Western governments are sceptical about whether Karzai will be able to reform as quickly as they would like to enable them to withdraw troops, and they are beginning to discuss contingency plans to improve Afghan governance by bypassing the president if necessary.

Foreign ministers from the countries with most troops involved – the US, Britain, Germany, France and Canada – discussed the next steps at Karzai's inauguration on 19 November.

Holbrooke pursued the issue in visits to Berlin and Paris, and in conversations with British officials last month. Final decisions will be taken at the London conference on Afghanistan in late January.

Holbrooke in particular believes the UN mission is ineffectual and soft on the Afghan government's alarming record of corruption. He is pushing for the appointment of a high representative for the international community, modelled in part on the post of the same name in Bosnia.

He has met resistance from European states and Canada that have more faith in the Norwegian head of the UN mission, Kai Eide.

"This is something Holbrooke is pushing but it's not set in stone yet," said a senior defence official from a country with troops on the ground. "It is a way of getting around Kai Eide but some of the allies have a lot of time for Kai. He has achieved a lot. He persuaded Karzai to hire some of his better ministers. He just goes about it in a quiet way."

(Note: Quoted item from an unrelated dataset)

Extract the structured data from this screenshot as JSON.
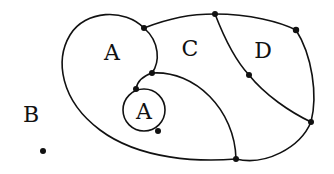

A European diplomat portrayed the initiative as an attempt to restore US influence at the heart of the international co-ordination effort after Peter Galbraith, an American diplomat, was forced out of his job as the second-in-command at the UN mission in September because of a personality and policy clash with Eide.

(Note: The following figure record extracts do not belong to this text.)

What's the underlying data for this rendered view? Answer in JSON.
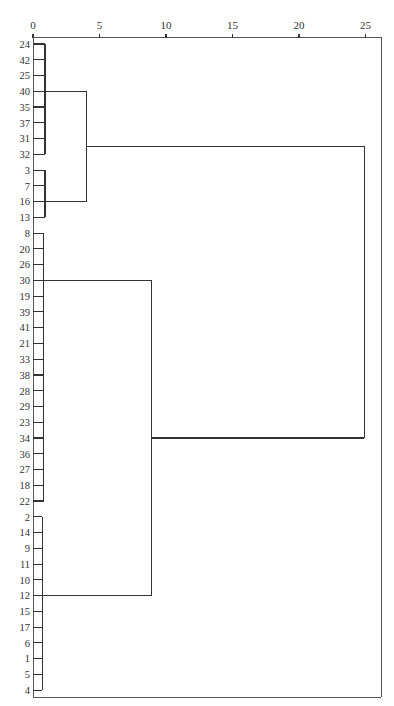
{
  "chart_data": {
    "type": "dendrogram",
    "title": "",
    "orientation": "horizontal",
    "xlabel": "",
    "ylabel": "",
    "x_axis": {
      "position": "top",
      "range": [
        0,
        25
      ],
      "ticks": [
        0,
        5,
        10,
        15,
        20,
        25
      ],
      "tick_labels": [
        "0",
        "5",
        "10",
        "15",
        "20",
        "25"
      ]
    },
    "leaves": [
      "24",
      "42",
      "25",
      "40",
      "35",
      "37",
      "31",
      "32",
      "3",
      "7",
      "16",
      "13",
      "8",
      "20",
      "26",
      "30",
      "19",
      "39",
      "41",
      "21",
      "33",
      "38",
      "28",
      "29",
      "23",
      "34",
      "36",
      "27",
      "18",
      "22",
      "2",
      "14",
      "9",
      "11",
      "10",
      "12",
      "15",
      "17",
      "6",
      "1",
      "5",
      "4"
    ],
    "clusters": [
      {
        "name": "A",
        "members": [
          "24",
          "42",
          "25",
          "40",
          "35",
          "37",
          "31",
          "32"
        ],
        "height": 0.9
      },
      {
        "name": "B",
        "members": [
          "3",
          "7",
          "16",
          "13"
        ],
        "height": 0.9
      },
      {
        "name": "C",
        "members": [
          "8",
          "20",
          "26",
          "30",
          "19",
          "39",
          "41",
          "21",
          "33",
          "38",
          "28",
          "29",
          "23",
          "34",
          "36",
          "27",
          "18",
          "22"
        ],
        "height": 0.8
      },
      {
        "name": "D",
        "members": [
          "2",
          "14",
          "9",
          "11",
          "10",
          "12",
          "15",
          "17",
          "6",
          "1",
          "5",
          "4"
        ],
        "height": 0.7
      }
    ],
    "merges": [
      {
        "left": "A",
        "right": "B",
        "height": 4.0,
        "name": "AB"
      },
      {
        "left": "C",
        "right": "D",
        "height": 8.9,
        "name": "CD"
      },
      {
        "left": "AB",
        "right": "CD",
        "height": 24.9,
        "name": "root"
      }
    ],
    "grid": false,
    "legend": null
  },
  "layout": {
    "x0": 33,
    "px_per_unit": 13.3,
    "leaf_y0": 44,
    "leaf_dy": 15.76,
    "frame": {
      "left": 33,
      "top": 37,
      "right": 381,
      "bottom": 697
    },
    "cluster_anchor_leaf": {
      "A": "40",
      "B": "16",
      "C": "30",
      "D": "12"
    }
  }
}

"In a way, the idea of this is to replace Galbraith, " the diplomat said.

The Holbrooke-led campaign against Eide drew support last week from the International Crisis Group. In a report on Afghanistan's "crisis of governance" on Wednesday, the independent organisation recommended Eide's resignation "since he has lost the confidence of many on his staff and the necessary trust of many parts of the Afghan polity".

Eide's term ends in March and some European countries have suggested he could be replaced then by a "super-envoy", perhaps combining the UN post with a Nato civilian role.

The former Lib Dem leader Paddy Ashdown was initially approached for such a job in early 2008 but his appointment was blocked by Karzai. The appointment of Ashdown or another leading British figure in such a powerful role is still seen in Kabul and some capitals as problematic because of Britain's imperial history.

Another name mentioned as a possible international high representative is the current US ambassador in Kabul, Karl Eikenberry, but he has recently clashed with the American Nato commander in Afghanistan, General Stanley McChrystal, over whether Washington should send more troops.

Nick Horne, a former UN official in Afghanistan who resigned at the end of October over the failure to achieve political reform, said the new international representative "would have to be someone of international stature".

"He has to have the full support of the international community, and the confidence of the Afghan people", Horne said.